TRY IT => What is needed is a word-for-word copy of the records below.
[Start of Attachment]
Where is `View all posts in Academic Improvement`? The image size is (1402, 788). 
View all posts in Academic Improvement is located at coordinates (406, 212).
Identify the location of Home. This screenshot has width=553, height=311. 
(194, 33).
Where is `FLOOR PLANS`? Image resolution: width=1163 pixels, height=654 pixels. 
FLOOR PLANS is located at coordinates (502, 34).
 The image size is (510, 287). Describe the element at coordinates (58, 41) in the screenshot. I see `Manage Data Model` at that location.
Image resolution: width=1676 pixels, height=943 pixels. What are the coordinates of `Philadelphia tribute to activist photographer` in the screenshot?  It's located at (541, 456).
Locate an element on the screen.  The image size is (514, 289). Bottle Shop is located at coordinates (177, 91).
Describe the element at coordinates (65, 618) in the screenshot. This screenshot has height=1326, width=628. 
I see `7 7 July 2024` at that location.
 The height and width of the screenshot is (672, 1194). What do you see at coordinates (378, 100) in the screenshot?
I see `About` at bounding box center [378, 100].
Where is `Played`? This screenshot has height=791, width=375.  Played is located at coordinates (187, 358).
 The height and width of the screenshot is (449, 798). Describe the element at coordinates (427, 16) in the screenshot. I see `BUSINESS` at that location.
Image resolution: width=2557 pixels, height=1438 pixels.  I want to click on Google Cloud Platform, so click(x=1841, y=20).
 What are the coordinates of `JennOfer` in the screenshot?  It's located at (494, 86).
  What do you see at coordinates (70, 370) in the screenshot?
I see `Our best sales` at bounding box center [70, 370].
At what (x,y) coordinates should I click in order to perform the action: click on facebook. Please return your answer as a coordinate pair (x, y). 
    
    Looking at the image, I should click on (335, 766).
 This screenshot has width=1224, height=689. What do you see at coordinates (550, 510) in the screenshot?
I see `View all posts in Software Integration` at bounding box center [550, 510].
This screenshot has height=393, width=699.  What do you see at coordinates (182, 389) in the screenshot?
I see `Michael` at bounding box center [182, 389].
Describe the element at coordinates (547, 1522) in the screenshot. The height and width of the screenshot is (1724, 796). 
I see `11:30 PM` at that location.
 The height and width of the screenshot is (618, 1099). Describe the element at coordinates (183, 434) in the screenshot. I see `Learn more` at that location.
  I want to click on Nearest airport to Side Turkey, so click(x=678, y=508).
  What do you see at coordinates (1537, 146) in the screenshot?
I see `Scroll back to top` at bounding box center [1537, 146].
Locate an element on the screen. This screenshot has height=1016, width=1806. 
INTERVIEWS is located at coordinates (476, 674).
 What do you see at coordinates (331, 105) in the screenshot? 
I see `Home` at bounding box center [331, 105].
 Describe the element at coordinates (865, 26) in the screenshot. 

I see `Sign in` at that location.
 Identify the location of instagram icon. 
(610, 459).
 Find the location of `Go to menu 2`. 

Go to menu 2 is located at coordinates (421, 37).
[End of Attachment]
RESPONSE TO THE EXERCISE =>
Where is `View all posts in Academic Improvement`? The image size is (1402, 788). 
View all posts in Academic Improvement is located at coordinates (406, 212).
Identify the location of Home. This screenshot has width=553, height=311. 
(194, 33).
Where is `FLOOR PLANS`? Image resolution: width=1163 pixels, height=654 pixels. 
FLOOR PLANS is located at coordinates (502, 34).
 The image size is (510, 287). Describe the element at coordinates (58, 41) in the screenshot. I see `Manage Data Model` at that location.
Image resolution: width=1676 pixels, height=943 pixels. What are the coordinates of `Philadelphia tribute to activist photographer` in the screenshot?  It's located at (541, 456).
Locate an element on the screen.  The image size is (514, 289). Bottle Shop is located at coordinates (177, 91).
Describe the element at coordinates (65, 618) in the screenshot. This screenshot has height=1326, width=628. 
I see `7 7 July 2024` at that location.
 The height and width of the screenshot is (672, 1194). What do you see at coordinates (378, 100) in the screenshot?
I see `About` at bounding box center [378, 100].
Where is `Played`? This screenshot has height=791, width=375.  Played is located at coordinates (187, 358).
 The height and width of the screenshot is (449, 798). Describe the element at coordinates (427, 16) in the screenshot. I see `BUSINESS` at that location.
Image resolution: width=2557 pixels, height=1438 pixels.  I want to click on Google Cloud Platform, so click(x=1841, y=20).
 What are the coordinates of `JennOfer` in the screenshot?  It's located at (494, 86).
  What do you see at coordinates (70, 370) in the screenshot?
I see `Our best sales` at bounding box center [70, 370].
At what (x,y) coordinates should I click in order to perform the action: click on facebook. Please return your answer as a coordinate pair (x, y). 
    
    Looking at the image, I should click on (335, 766).
 This screenshot has width=1224, height=689. What do you see at coordinates (550, 510) in the screenshot?
I see `View all posts in Software Integration` at bounding box center [550, 510].
This screenshot has height=393, width=699.  What do you see at coordinates (182, 389) in the screenshot?
I see `Michael` at bounding box center [182, 389].
Describe the element at coordinates (547, 1522) in the screenshot. The height and width of the screenshot is (1724, 796). 
I see `11:30 PM` at that location.
 The height and width of the screenshot is (618, 1099). Describe the element at coordinates (183, 434) in the screenshot. I see `Learn more` at that location.
  I want to click on Nearest airport to Side Turkey, so click(x=678, y=508).
  What do you see at coordinates (1537, 146) in the screenshot?
I see `Scroll back to top` at bounding box center [1537, 146].
Locate an element on the screen. This screenshot has height=1016, width=1806. 
INTERVIEWS is located at coordinates (476, 674).
 What do you see at coordinates (331, 105) in the screenshot? 
I see `Home` at bounding box center [331, 105].
 Describe the element at coordinates (865, 26) in the screenshot. 

I see `Sign in` at that location.
 Identify the location of instagram icon. 
(610, 459).
 Find the location of `Go to menu 2`. 

Go to menu 2 is located at coordinates (421, 37).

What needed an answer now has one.